The kirk remains a powerful spot for understanding how deeply history and devotion are rooted in a physical place. It is located at Greyfriars Place, Edinburgh.
Buda Castle Labyrinth
Forget the ghosts; this labyrinth was carved by water. Sixteen metres beneath the cobblestoned streets of Budapest's Castle District lies a network of caves and passages. These tunnels stretch over 1,200 metres, carved not by people, but by thermal waters that have been flowing under the hill for over 500,000 years.
Prehistoric humans used these caves for shelter, but the history of human cruelty and survival is also etched into the stone. Medieval residents used the tunnels as wine cellars, torture chambers, and prisons.

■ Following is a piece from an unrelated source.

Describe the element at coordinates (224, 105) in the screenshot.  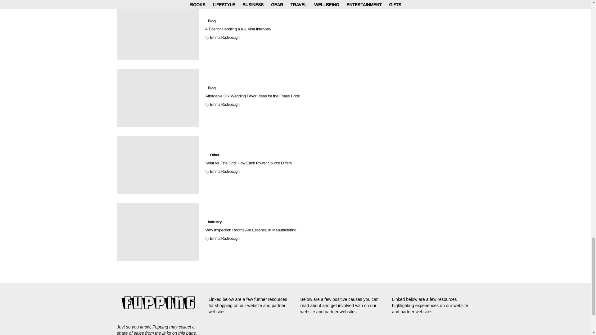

Vlad the Impaler was allegedly imprisoned here by King Matthias Corvinus in the 1460s.
It’s a constant, subterranean echo of human history, maintained at a steady temperature of about 12°C year-round. The labyrinth is part of the UNESCO World Heritage Site designation for the Buda Castle complex.
Old Jewish Cemetery
There is no place in Europe quite like this. Around 12,000 headstones crowd together at impossible angles across a space barely the size of a city block. Beneath them, bodies are stacked up to twelve layers deep—an estimated 100,000 burials compressed into a plot that was never large enough.
The cemetery was in use from approximately 1439 to 1787, because for three and a half centuries, it was the only place Prague's Jews were allowed to bury their dead. The oldest surviving gravestone belongs to Rabbi Avigdor Kara, dated 1439, and it is the spot where Rabbi Judah Loew ben Bezalel, the legendary creator of the Golem, was buried in 1609.
The sheer density of these memorials, packed together like drunk friends at closing time, creates an overwhelming sense of communal history. You can find this incredible place at Siroka 3.
African Burial Ground
Nobody knew the remains beneath Broadway were there for almost three hundred years. An estimated fifteen thousand free and enslaved Africans were buried at this site between the 1630s and 1795.
In 1697, Black New Yorkers were banned from burying their dead in the city's churchyards, forcing them to use a plot outside the city limits. This burial ground was forgotten when Manhattan expanded northward, and the site eventually disappeared under twenty-five feet of landfill.
Construction workers didn't rediscover the history until 1991. The remains were eventually reburied in 2003 after study at Howard University. It stands as a powerful memorial and a reminder of how the city's expansion often obscures its most vital human stories.
Green-Wood Cemetery
By the early 1860s, more people visited Green-Wood Cemetery each year than any attraction in America except Niagara Falls. It was not a morbid destination; it was the closest thing New York had to a public park.
Established in 1838 on 478 acres of rolling Brooklyn hillside, it holds 600,000 graves and 7,000 trees. It’s a sprawling landscape that manages to be both monumental and natural, drawing crowds not just for the dead, but for the beauty of the place itself.
It’s a place where the names of the departed—including Jean-Michel Basquiat and Boss Tweed—are memorialized alongside the grandeur of the Gothic Revival gatehouse.
These places prove that the deepest stories are always buried right beneath the surface. Whether it’s the cold, constant water flow at Dead Man’s Hole, or the subterranean labyrinth of the Buda Castle, the history of the forgotten is the most haunting kind. If you want to dig into the true, often unsettling, history of the places you walk through, download the VoiceWalks app and let us guide you to the stories nobody talks about.